Cohen secretly taped Trump discussing payment to Playboy model
WASHINGTON — U.S. President Donald Trump’s longtime lawyer, Michael Cohen, secretly recorded a conversation with Trump two months before the presidential election in which they discussed payments to a former Playboy model who said she had an affair with Trump, according to lawyers and others familiar with the recording.
The FBI seized the recording this year during a raid on Cohen’s office. The Justice Department is investigating Cohen’s involvement in paying women to tamp down embarrassing news stories about Trump before the 2016 election. Prosecutors want to know whether that violated federal campaign finance laws, and any conversation with Trump about those payments would be of keen interest to them.
The recording’s existence further draws Trump into questions about tactics he and his associates used to keep aspects of his personal and business life a secret. And it highlights the potential legal and political danger that Cohen represents to Trump. Once the keeper of many of Trump’s secrets, Cohen is now seen as increasingly willing to consider co-operating with prosecutors.
The former model, Karen McDougal, says she began a nearly year-long affair with Trump in 2006, shortly after Trump’s wife, Melania, gave birth to their son, Barron. McDougal sold her story for US$150,000 to The National Enquirer, which was supportive of Trump, during the final months of the presidential campaign, but the tabloid sat on the story, which kept it from becoming public. The practice, known as “catch and kill,” effectively silenced McDougal for the remainder of the campaign.
Rudy Giuliani, Trump’s personal lawyer, confirmed in a telephone conversation Friday that Trump had discussed payments to McDougal with Cohen on the tape. He said the recording was less than two minutes long, said Trump did not know he was being recorded and claimed that the president had done nothing wrong.
Giuliani said there was no indication on the tape that Trump knew before the conversation about the payment from the Enquirer’s parent company, American Media Inc., to McDougal.
“Nothing in that conversation suggests that he had any knowledge of it in advance,” Giuliani said.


• _TASK INSTRUCTIONS_: The lines to be copied are those below that contain "this".

• _EXERCISE INPUTS_:
§
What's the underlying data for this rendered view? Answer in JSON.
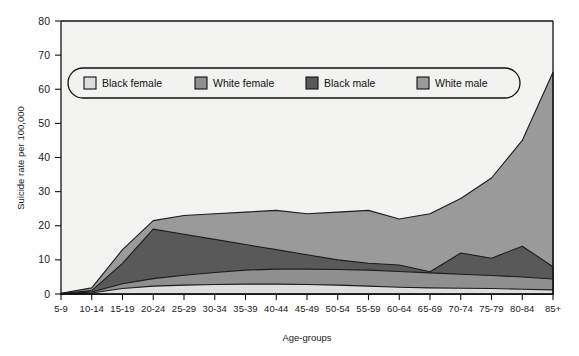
{
  "chart_data": {
    "type": "area",
    "title": "",
    "subtitle": "",
    "xlabel": "Age-groups",
    "ylabel": "Suicide rate per 100,000",
    "categories": [
      "5-9",
      "10-14",
      "15-19",
      "20-24",
      "25-29",
      "30-34",
      "35-39",
      "40-44",
      "45-49",
      "50-54",
      "55-59",
      "60-64",
      "65-69",
      "70-74",
      "75-79",
      "80-84",
      "85+"
    ],
    "ylim": [
      0,
      80
    ],
    "yticks": [
      0,
      10,
      20,
      30,
      40,
      50,
      60,
      70,
      80
    ],
    "grid": false,
    "legend_position": "top-inside",
    "overlap_mode": "layered",
    "series": [
      {
        "name": "White male",
        "color": "#9a9a9a",
        "values": [
          0.2,
          1.8,
          13.0,
          21.5,
          23.0,
          23.5,
          24.0,
          24.5,
          23.5,
          24.0,
          24.5,
          22.0,
          23.5,
          28.0,
          34.0,
          45.0,
          65.0
        ]
      },
      {
        "name": "Black male",
        "color": "#595959",
        "values": [
          0.1,
          1.0,
          9.0,
          19.0,
          17.5,
          16.0,
          14.5,
          13.0,
          11.5,
          10.0,
          9.0,
          8.5,
          6.5,
          12.0,
          10.5,
          14.0,
          8.0
        ]
      },
      {
        "name": "White female",
        "color": "#8f8f8f",
        "values": [
          0.1,
          0.6,
          3.0,
          4.5,
          5.5,
          6.3,
          7.0,
          7.3,
          7.3,
          7.2,
          7.0,
          6.6,
          6.2,
          5.8,
          5.4,
          5.0,
          4.4
        ]
      },
      {
        "name": "Black female",
        "color": "#dedede",
        "values": [
          0.05,
          0.3,
          1.6,
          2.3,
          2.6,
          2.8,
          2.9,
          2.9,
          2.8,
          2.6,
          2.3,
          2.0,
          1.8,
          1.7,
          1.6,
          1.4,
          1.2
        ]
      }
    ],
    "legend": [
      {
        "label": "Black female",
        "color": "#dedede"
      },
      {
        "label": "White female",
        "color": "#8f8f8f"
      },
      {
        "label": "Black male",
        "color": "#595959"
      },
      {
        "label": "White male",
        "color": "#9a9a9a"
      }
    ],
    "plot_background": "#f3f3f1"
  }
}
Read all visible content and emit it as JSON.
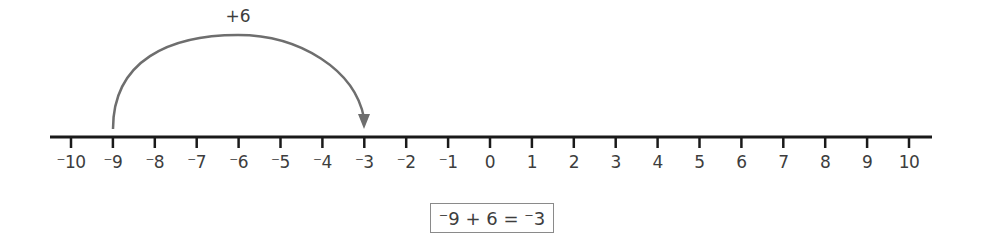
{
  "number_line": {
    "min": -10,
    "max": 10,
    "step": 1,
    "ticks": [
      {
        "value": -10,
        "label": "⁻10"
      },
      {
        "value": -9,
        "label": "⁻9"
      },
      {
        "value": -8,
        "label": "⁻8"
      },
      {
        "value": -7,
        "label": "⁻7"
      },
      {
        "value": -6,
        "label": "⁻6"
      },
      {
        "value": -5,
        "label": "⁻5"
      },
      {
        "value": -4,
        "label": "⁻4"
      },
      {
        "value": -3,
        "label": "⁻3"
      },
      {
        "value": -2,
        "label": "⁻2"
      },
      {
        "value": -1,
        "label": "⁻1"
      },
      {
        "value": 0,
        "label": "0"
      },
      {
        "value": 1,
        "label": "1"
      },
      {
        "value": 2,
        "label": "2"
      },
      {
        "value": 3,
        "label": "3"
      },
      {
        "value": 4,
        "label": "4"
      },
      {
        "value": 5,
        "label": "5"
      },
      {
        "value": 6,
        "label": "6"
      },
      {
        "value": 7,
        "label": "7"
      },
      {
        "value": 8,
        "label": "8"
      },
      {
        "value": 9,
        "label": "9"
      },
      {
        "value": 10,
        "label": "10"
      }
    ],
    "line_color": "#1a1a1a"
  },
  "jump": {
    "from": -9,
    "to": -3,
    "label": "+6",
    "arrow_color": "#6e6e6e"
  },
  "equation": {
    "text": "⁻9 + 6 = ⁻3"
  }
}
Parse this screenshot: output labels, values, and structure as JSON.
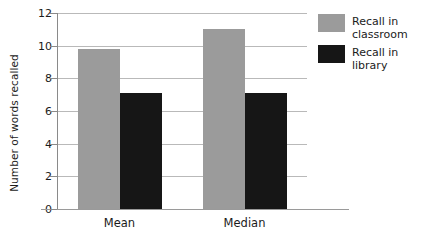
{
  "chart_data": {
    "type": "bar",
    "title": "",
    "xlabel": "",
    "ylabel": "Number of words recalled",
    "categories": [
      "Mean",
      "Median"
    ],
    "series": [
      {
        "name": "Recall in classroom",
        "color": "#9b9b9b",
        "values": [
          9.8,
          11.0
        ]
      },
      {
        "name": "Recall in library",
        "color": "#161616",
        "values": [
          7.1,
          7.1
        ]
      }
    ],
    "ylim": [
      0,
      12
    ],
    "ytick_labels": [
      "12",
      "10",
      "8",
      "6",
      "4",
      "2",
      "0"
    ],
    "ytick_values": [
      12,
      10,
      8,
      6,
      4,
      2,
      0
    ],
    "grid": "horizontal",
    "legend_position": "right"
  },
  "legend": {
    "items": [
      {
        "label": "Recall in\nclassroom"
      },
      {
        "label": "Recall in library"
      }
    ]
  }
}
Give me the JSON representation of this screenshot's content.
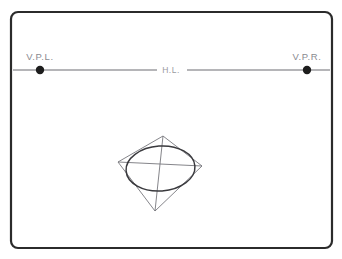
{
  "diagram": {
    "canvas": {
      "width": 342,
      "height": 259,
      "background": "#ffffff"
    },
    "frame": {
      "name": "outer-border",
      "x": 11,
      "y": 12,
      "width": 321,
      "height": 236,
      "corner_radius": 7,
      "stroke_color": "#2b2b2b",
      "stroke_width": 2.2
    },
    "horizon": {
      "label": "H.L.",
      "label_x": 171,
      "label_y": 73,
      "y": 70,
      "left_x": 13,
      "right_x": 330,
      "gap_left_x": 157,
      "gap_right_x": 187,
      "color": "#6d6d72"
    },
    "vanishing_points": [
      {
        "id": "vpl",
        "label": "V.P.L.",
        "cx": 40,
        "cy": 70,
        "r": 4.2,
        "label_x": 21,
        "label_y": 60,
        "color": "#1d1d1d"
      },
      {
        "id": "vpr",
        "label": "V.P.R.",
        "cx": 307,
        "cy": 70,
        "r": 4.2,
        "label_x": 286,
        "label_y": 60,
        "color": "#1d1d1d"
      }
    ],
    "square": {
      "name": "perspective-square",
      "points": "118,162 163,136 202,166 155,211",
      "stroke_color": "#77777d",
      "corners": {
        "left": [
          118,
          162
        ],
        "top": [
          163,
          136
        ],
        "right": [
          202,
          166
        ],
        "bottom": [
          155,
          211
        ]
      }
    },
    "diagonals": [
      {
        "id": "diagonal-left-right",
        "x1": 118,
        "y1": 162,
        "x2": 202,
        "y2": 166
      },
      {
        "id": "diagonal-top-bottom",
        "x1": 163,
        "y1": 136,
        "x2": 155,
        "y2": 211
      }
    ],
    "ellipse": {
      "name": "inscribed-ellipse",
      "cx": 160.5,
      "cy": 168.5,
      "rx": 34.5,
      "ry": 22.5,
      "rotation": -4,
      "stroke_color": "#3a3a3e",
      "stroke_width": 1.5
    }
  }
}
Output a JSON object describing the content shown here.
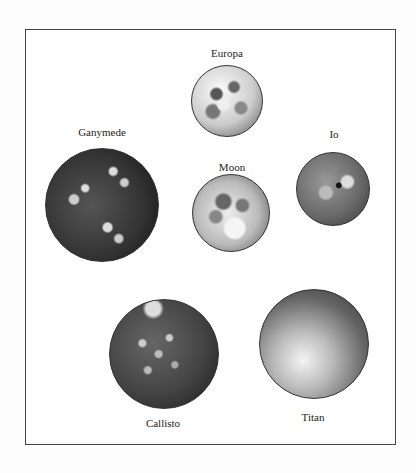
{
  "moons": [
    {
      "name": "Europa",
      "cx": 227,
      "cy": 101,
      "r": 36,
      "label_y": 47
    },
    {
      "name": "Ganymede",
      "cx": 102,
      "cy": 205,
      "r": 57,
      "label_y": 126
    },
    {
      "name": "Io",
      "cx": 333,
      "cy": 189,
      "r": 37,
      "label_y": 128
    },
    {
      "name": "Moon",
      "cx": 231,
      "cy": 213,
      "r": 39,
      "label_y": 161
    },
    {
      "name": "Callisto",
      "cx": 164,
      "cy": 354,
      "r": 55,
      "label_y": 417
    },
    {
      "name": "Titan",
      "cx": 314,
      "cy": 344,
      "r": 55,
      "label_y": 411
    }
  ]
}
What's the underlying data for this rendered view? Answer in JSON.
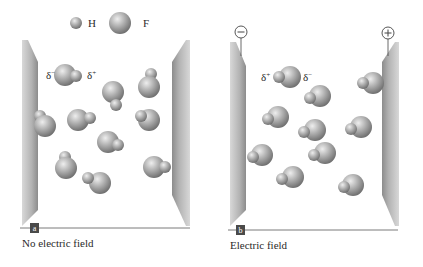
{
  "legend": {
    "hydrogen": {
      "symbol": "H",
      "x": 76,
      "y": 23,
      "r": 6
    },
    "fluorine": {
      "symbol": "F",
      "x": 120,
      "y": 23,
      "r": 11
    }
  },
  "panels": [
    {
      "id": "a",
      "badge": "a",
      "caption": "No electric field",
      "partial_charges": {
        "left": "δ",
        "left_sup": "−",
        "right": "δ",
        "right_sup": "+"
      },
      "molecules": [
        {
          "f": [
            65,
            75
          ],
          "h": [
            76,
            76
          ]
        },
        {
          "f": [
            113,
            92
          ],
          "h": [
            116,
            105
          ]
        },
        {
          "f": [
            149,
            87
          ],
          "h": [
            151,
            74
          ]
        },
        {
          "f": [
            45,
            126
          ],
          "h": [
            40,
            116
          ]
        },
        {
          "f": [
            78,
            120
          ],
          "h": [
            90,
            118
          ]
        },
        {
          "f": [
            149,
            120
          ],
          "h": [
            141,
            116
          ]
        },
        {
          "f": [
            108,
            142
          ],
          "h": [
            118,
            145
          ]
        },
        {
          "f": [
            66,
            168
          ],
          "h": [
            65,
            157
          ]
        },
        {
          "f": [
            100,
            183
          ],
          "h": [
            88,
            178
          ]
        },
        {
          "f": [
            154,
            167
          ],
          "h": [
            165,
            167
          ]
        }
      ]
    },
    {
      "id": "b",
      "badge": "b",
      "caption": "Electric field",
      "partial_charges": {
        "left": "δ",
        "left_sup": "+",
        "right": "δ",
        "right_sup": "−"
      },
      "electrodes": {
        "negative": "−",
        "positive": "+"
      },
      "molecules": [
        {
          "f": [
            290,
            77
          ],
          "h": [
            279,
            77
          ]
        },
        {
          "f": [
            320,
            96
          ],
          "h": [
            310,
            98
          ]
        },
        {
          "f": [
            373,
            83
          ],
          "h": [
            363,
            83
          ]
        },
        {
          "f": [
            278,
            117
          ],
          "h": [
            268,
            119
          ]
        },
        {
          "f": [
            315,
            130
          ],
          "h": [
            304,
            132
          ]
        },
        {
          "f": [
            361,
            127
          ],
          "h": [
            351,
            129
          ]
        },
        {
          "f": [
            262,
            155
          ],
          "h": [
            253,
            157
          ]
        },
        {
          "f": [
            325,
            153
          ],
          "h": [
            314,
            155
          ]
        },
        {
          "f": [
            293,
            177
          ],
          "h": [
            282,
            179
          ]
        },
        {
          "f": [
            353,
            185
          ],
          "h": [
            344,
            187
          ]
        }
      ]
    }
  ],
  "colors": {
    "sphere_light": "#e4e4e4",
    "sphere_mid": "#a9a9a9",
    "sphere_dark": "#6d6d6d",
    "plate_light": "#c9c9c9",
    "plate_dark": "#8f8f8f",
    "badge": "#4a4a4a",
    "rule": "#7a7a7a"
  }
}
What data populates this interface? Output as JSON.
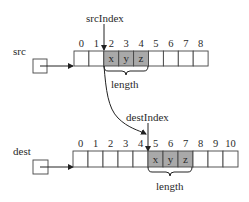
{
  "diagram": {
    "colors": {
      "highlight": "#a9a9a9",
      "stroke": "#444444",
      "text": "#2a2a2a"
    },
    "src": {
      "label": "src",
      "index_label": "srcIndex",
      "length_label": "length",
      "indices": [
        "0",
        "1",
        "2",
        "3",
        "4",
        "5",
        "6",
        "7",
        "8"
      ],
      "cells": [
        "",
        "",
        "x",
        "y",
        "z",
        "",
        "",
        "",
        ""
      ],
      "highlighted": [
        2,
        3,
        4
      ],
      "start_index": 2
    },
    "dest": {
      "label": "dest",
      "index_label": "destIndex",
      "length_label": "length",
      "indices": [
        "0",
        "1",
        "2",
        "3",
        "4",
        "5",
        "6",
        "7",
        "8",
        "9",
        "10"
      ],
      "cells": [
        "",
        "",
        "",
        "",
        "",
        "x",
        "y",
        "z",
        "",
        "",
        ""
      ],
      "highlighted": [
        5,
        6,
        7
      ],
      "start_index": 5
    }
  }
}
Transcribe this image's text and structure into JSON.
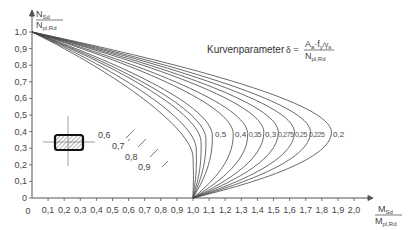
{
  "chart_data": {
    "type": "line",
    "title": "",
    "annotation": {
      "text": "Kurvenparameter",
      "formula": "δ = A_a·f_y/γ_a / N_pl,Rd",
      "formula_parts": {
        "delta": "δ =",
        "num_main": "A",
        "num_sub1": "a",
        "num_mid": "·f",
        "num_sub2": "y",
        "num_tail": "/γ",
        "num_sub3": "a",
        "den_main": "N",
        "den_sub": "pl,Rd"
      }
    },
    "xlabel": {
      "num": "M",
      "num_sub": "Sd",
      "den": "M",
      "den_sub": "pl,Rd"
    },
    "ylabel": {
      "num": "N",
      "num_sub": "Sd",
      "den": "N",
      "den_sub": "pl,Rd"
    },
    "xlim": [
      0,
      2.0
    ],
    "ylim": [
      0,
      1.0
    ],
    "x_ticks": [
      "0",
      "0,1",
      "0,2",
      "0,3",
      "0,4",
      "0,5",
      "0,6",
      "0,7",
      "0,8",
      "0,9",
      "1,0",
      "1,1",
      "1,2",
      "1,3",
      "1,4",
      "1,5",
      "1,6",
      "1,7",
      "1,8",
      "1,9",
      "2,0"
    ],
    "y_ticks": [
      "0",
      "0,1",
      "0,2",
      "0,3",
      "0,4",
      "0,5",
      "0,6",
      "0,7",
      "0,8",
      "0,9",
      "1,0"
    ],
    "grid": false,
    "series": [
      {
        "name": "0,9",
        "points": [
          [
            0,
            1.0
          ],
          [
            0.95,
            0.3
          ],
          [
            1.0,
            0
          ]
        ],
        "peak": [
          1.0,
          0.25
        ]
      },
      {
        "name": "0,8",
        "points": [
          [
            0,
            1.0
          ],
          [
            1.0,
            0.32
          ],
          [
            1.0,
            0
          ]
        ],
        "peak": [
          1.02,
          0.3
        ]
      },
      {
        "name": "0,7",
        "points": [
          [
            0,
            1.0
          ],
          [
            1.04,
            0.34
          ],
          [
            1.0,
            0
          ]
        ],
        "peak": [
          1.05,
          0.34
        ]
      },
      {
        "name": "0,6",
        "points": [
          [
            0,
            1.0
          ],
          [
            1.08,
            0.36
          ],
          [
            1.0,
            0
          ]
        ],
        "peak": [
          1.08,
          0.36
        ]
      },
      {
        "name": "0,5",
        "points": [
          [
            0,
            1.0
          ],
          [
            1.12,
            0.38
          ],
          [
            1.0,
            0
          ]
        ],
        "peak": [
          1.12,
          0.38
        ]
      },
      {
        "name": "0,4",
        "points": [
          [
            0,
            1.0
          ],
          [
            1.25,
            0.39
          ],
          [
            1.0,
            0
          ]
        ],
        "peak": [
          1.25,
          0.39
        ]
      },
      {
        "name": "0,35",
        "points": [
          [
            0,
            1.0
          ],
          [
            1.34,
            0.39
          ],
          [
            1.0,
            0
          ]
        ],
        "peak": [
          1.34,
          0.39
        ]
      },
      {
        "name": "0,3",
        "points": [
          [
            0,
            1.0
          ],
          [
            1.44,
            0.4
          ],
          [
            1.0,
            0
          ]
        ],
        "peak": [
          1.44,
          0.4
        ]
      },
      {
        "name": "0,275",
        "points": [
          [
            0,
            1.0
          ],
          [
            1.53,
            0.4
          ],
          [
            1.0,
            0
          ]
        ],
        "peak": [
          1.53,
          0.4
        ]
      },
      {
        "name": "0,25",
        "points": [
          [
            0,
            1.0
          ],
          [
            1.63,
            0.4
          ],
          [
            1.0,
            0
          ]
        ],
        "peak": [
          1.63,
          0.4
        ]
      },
      {
        "name": "0,225",
        "points": [
          [
            0,
            1.0
          ],
          [
            1.73,
            0.4
          ],
          [
            1.0,
            0
          ]
        ],
        "peak": [
          1.73,
          0.4
        ]
      },
      {
        "name": "0,2",
        "points": [
          [
            0,
            1.0
          ],
          [
            1.86,
            0.4
          ],
          [
            1.0,
            0
          ]
        ],
        "peak": [
          1.86,
          0.4
        ]
      }
    ],
    "curve_labels_right": [
      "0,5",
      "0,4",
      "0,35",
      "0,3",
      "0,275",
      "0,25",
      "0,225",
      "0,2"
    ],
    "curve_labels_left": [
      "0,6",
      "0,7",
      "0,8",
      "0,9"
    ],
    "inset_icon": "hatched-rectangular-cross-section"
  }
}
§
• _THE COMPLETED TASK_:
What's the underlying data for this rendered view? Answer in JSON.
Parse this screenshot: output labels, values, and structure as JSON.
Give me the JSON representation of this screenshot's content.
What's the underlying data for this rendered view? Answer in JSON.
What data populates this interface? Output as JSON.
Transcribe this image's text and structure into JSON.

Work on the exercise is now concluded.